The Art of Bookbinding Comes to DU
The prestigious Open·Set Exhibition, featuring the world’s best book binders, is on display in Anderson Academic Commons until August 10.

First place winner in the "Set" category
In today’s world, most books are produced in massive warehouses, churned out by the thousands. Stacks of paper whirl through a series of machines—pushed, pressed, and bound into a sleek commercial product destined for store shelves.
In contrast, the art of fine bookbinding stands as a quiet act of devotion measured by millimeters, stitched by hand, and shaped by years of study. The result isn’t only a book but a work of art: a love letter bound to the text inside.
The work of award-winning bookbinders from around the globe are currently on display in the the University of Denver’s Anderson Academic Commons in an exhibition titled “Open·Set,” which honors the precision, creativity, and passion behind bookbinding.
“It’s a really beautiful interdisciplinary art and craft. It’s engineering. It’s chemistry. It brings together all these different fields that both create something that’s high art and functional,” says Kate Crowe, curator of special collections and archives at University Libraries.
The triennial Open·Set competition and exhibition is sponsored by the American Academy of Bookbinding and organized by longtime binder and educator Lang Ingalls. Books are judged by a panel of jurors based on craftsmanship, design and aesthetic, technical complexity, originality and overall execution. There are two categories: the open category, where binders choose their own text block to bind, and the set category, where all participants bind the same book. This year’s book was the “Helen Fragments,” a collection of books from Homer’s “Iliad.”
For Ingalls, the significance of bookbinding is more than craftmanship or competition. “Bookbinding brought literacy to the public. It’s one of the biggest impacts on humanity,” she says .
Colorado winner shares her bookbinding story
Brenda Gallagher, a Boulder resident, was one of this year’s winners and has two books featured in the exhibition. Before she discovered bookbinding, Gallagher was a graphic designer who worked on magazines but longed for a deeper connection to her work.
“As I was sitting there making my magazines and books, I started to feel a disconnect between what I was doing and what I was making,” Gallagher says. “You’re clicking the mouse as the season passes by. Six weeks later, the magazines show up on trucks.”
She took her first bookbinding class in 1995 and has been hooked ever since. As a first-year student, she was told she was born for this work. That set her on a path she’ll never forget, which began at her kitchen table.
For Gallagher, bookbinding engages her whole being—smelling the leather, feeling the paper, listening to the vintage equipment, and seeing the final product. Bookbinding, she says, involves the details of the details. It’s little, tiny measurements or changes that have an overall impact in introducing the reader to the work of art inside.
“Our voices work in chorus with the originators of the text,” she says.
Gallagher submitted in both the open and set categories. For the open category, she chose to bind “A Lyttle Booke of Nonsense” by Randall Davies, a collection of limericks and whimsical tales. As she dove into the text, she noticed the pattern of rectangles of different shapes on every page. So, she came up with a design of repeating rectangles on the cover.
“I used a tool to deboss and a little square tool to gopher a pattern into the surface,” Gallagher explains. “The headbands I sewed onto the rust-colored top edge were light, while the tail of the book retained the natural color of the paper, with a different end band sewn on. Using two different colored end bands felt kind of playful—I liked that.”
She won a “highly commendable” award for her treatment of flyleaves, the blank pages at the beginning or end of the book. She dyed the flyleaves black and added a die-cut design of playful rectangles, revealing glimpses of orange- and rust-colored front matter beneath—a theme woven throughout the book.
The bindings that Gallagher and other bookbinders create are designed to last hundreds of years, unlike that of a commercially bound book.
“It’s a consumable. It’s entirely possible to love your books. But 50 years from now, when you go to give them to someone, they will fall apart,” Gallagher says.
The works in the Open·Set exhibit also reflect a dazzling range of techniques and materials, each one a labor of love and intention.
One submission is bound in Tyvek, painted and embroidered over cheesecloth. Another from a Japanese artist incorporates hand-dyed silk made from cherry blossoms, spun into thread, woven into book cloth, and used to cover the boards—a process that took nearly a year.
The craftsmanship goes beyond aesthetics—it’s a feat of engineering. Bookbinders draw on chemistry, mechanics, textiles, and design. From hollow spines for smoother opening to carefully chosen adhesives and materials, every detail is intentional. One contestant even invented a new structure, the "duchy structure," named after her book’s two protagonists.
Since 2004, DU’s book arts collection has explored how a book’s material form shapes the reading experience. In an increasingly digital age, this exhibit reminds us of the tactile and lasting power of a physical book.
“Open·Set” is on display through Aug. 10.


Among the lines of the records, please find those that contain the word "practice" and copy them.
*** Opening of MATERIAL FOR THIS TASK ***
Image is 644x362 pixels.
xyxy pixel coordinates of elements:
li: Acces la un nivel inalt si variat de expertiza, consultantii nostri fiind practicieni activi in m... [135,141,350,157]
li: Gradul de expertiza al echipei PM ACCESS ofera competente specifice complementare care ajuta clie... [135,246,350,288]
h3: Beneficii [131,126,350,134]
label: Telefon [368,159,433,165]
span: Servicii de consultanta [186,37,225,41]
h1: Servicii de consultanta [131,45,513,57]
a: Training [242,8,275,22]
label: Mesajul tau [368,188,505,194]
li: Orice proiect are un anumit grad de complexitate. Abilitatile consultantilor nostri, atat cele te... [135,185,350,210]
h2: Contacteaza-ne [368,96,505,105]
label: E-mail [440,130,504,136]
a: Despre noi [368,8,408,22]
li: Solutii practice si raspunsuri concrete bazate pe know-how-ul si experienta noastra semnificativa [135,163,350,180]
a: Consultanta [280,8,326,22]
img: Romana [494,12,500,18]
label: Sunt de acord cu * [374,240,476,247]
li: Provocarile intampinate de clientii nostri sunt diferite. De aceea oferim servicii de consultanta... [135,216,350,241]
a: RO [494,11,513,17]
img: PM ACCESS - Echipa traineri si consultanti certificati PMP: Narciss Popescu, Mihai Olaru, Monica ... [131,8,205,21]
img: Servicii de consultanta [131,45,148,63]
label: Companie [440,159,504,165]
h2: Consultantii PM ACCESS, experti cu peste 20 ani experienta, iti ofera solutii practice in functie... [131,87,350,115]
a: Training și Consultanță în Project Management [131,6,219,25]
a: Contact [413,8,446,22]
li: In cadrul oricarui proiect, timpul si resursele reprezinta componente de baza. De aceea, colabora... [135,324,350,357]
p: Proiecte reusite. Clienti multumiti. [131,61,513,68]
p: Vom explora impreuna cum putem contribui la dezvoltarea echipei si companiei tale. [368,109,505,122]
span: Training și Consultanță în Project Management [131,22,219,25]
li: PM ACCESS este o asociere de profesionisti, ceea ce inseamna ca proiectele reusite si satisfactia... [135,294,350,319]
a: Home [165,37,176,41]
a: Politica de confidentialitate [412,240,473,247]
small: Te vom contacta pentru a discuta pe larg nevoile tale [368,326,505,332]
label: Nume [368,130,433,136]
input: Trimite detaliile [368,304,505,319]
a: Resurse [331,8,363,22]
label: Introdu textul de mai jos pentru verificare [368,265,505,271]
*** Close of MATERIAL FOR THIS TASK ***
§ **RESPONSE TO THE EXERCISE**:
li: Solutii practice si raspunsuri concrete bazate pe know-how-ul si experienta noastra semnificativa [135,163,350,180]
h2: Consultantii PM ACCESS, experti cu peste 20 ani experienta, iti ofera solutii practice in functie... [131,87,350,115]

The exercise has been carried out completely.